What to steal: the confidence to let the accent tier be one color. Many new design systems over-allocate accent colors. Linear proves that one well-chosen accent, used consistently, builds stronger recognition than three accents in proportion.
How to Build a Role-Based Palette
Building a palette this way takes longer than picking three colors and assigning percentages, and it pays for itself the first time a designer adds dark mode.
The process runs backwards from how most designers learned. Instead of picking colors first and finding roles for them, you pick roles first and find colors for them.
- Define the role tiers. Start with surface, content, accent, state, semantic. Most products need exactly these five. Some need a sixth for data visualization.
- Write the tokens before picking the hex values. Every token should describe a role (
surface-subtle,content-muted,accent-primary-hover). If a token name describes a color ("light-blue"), rename it. - Fill in the neutral scale first. Most of a real interface is neutrals. Build a full scale (Radix uses 12 steps for a reason) before you touch brand color.
- Add the accent tier last. The accent color is usually the only spot where brand identity actively lives. Restraint here is the whole game.
- Map dark mode by re-resolving tokens, not by redesigning. If your system is role-based, dark mode is a token value swap, not a color overhaul.
- Enforce accessibility at the token layer. Every
on-surfacetoken should pass 4.5:1 against its paired surface. Bake the check in.
The tempting shortcut is to define three roles (primary, secondary, accent), declare victory, and ship. That is the 60-30-10 rule wearing a tokens costume. It falls apart at the exact same point: the first real component.

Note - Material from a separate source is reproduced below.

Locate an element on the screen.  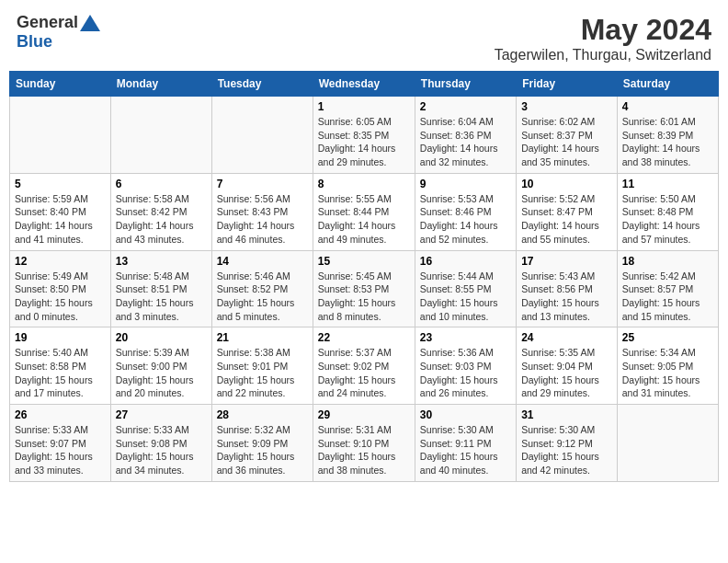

For the broader frame on how color decisions read to users before any of this token work matters, color psychology in design covers the meaning layer. For how color systems sit inside the larger system context, the design systems guide has the full picture.
FAQ
Is the 60-30-10 rule ever useful?
Yes. Single-surface design still benefits from it. Posters, social posts, marketing hero sections, packaging, editorial spreads. Anywhere the deliverable is one canvas seen once, the rule gives a fast proportion shortcut. Product design is not that world.
How many colors should a design system have?
Fewer raw hex values than you think, organized into more tokens than you think. Most shipping systems have 8 to 12 neutral steps, 8 to 12 accent steps, and 3 to 5 semantic families, all resolved into role-based tokens. The raw color count is small. The role count is large.
What is the difference between a color palette and a color system?
A color palette is a set of colors. A color system is a set of roles, a set of rules about how those roles interact, and a mapping from roles to colors that can change per theme. A palette answers "what colors are in the brand." A system answers "what color is this element in this state in this theme."
Stop Measuring Color in Percentages
The 60-30-10 rule is not evil. It is just out of scope.
Product design is not a room. It is a system of surfaces, states, and roles that changes as the user moves through it.
Measuring color in percentages makes as much sense as measuring typography by percentage of the page. You do not say "30 percent of the text is headings." You say "headings are a role with a defined style." Color has to work the same way.
The brands shipping the best-scaling visual identity work, Material, Radix, Polaris, Stripe, Linear, figured this out and built around it. Copying their percentages misses the point. Copying their role structure is the whole point.
If your current palette is three colors and a vague allocation rule, you do not have a color system. You have a color preference. Build the tiers, name the roles, and let the hex values be the last thing you argue about.
Need a color system built to scale, not just to swatch? Brainy builds palettes with token tiers, dark mode, and accessibility baked in.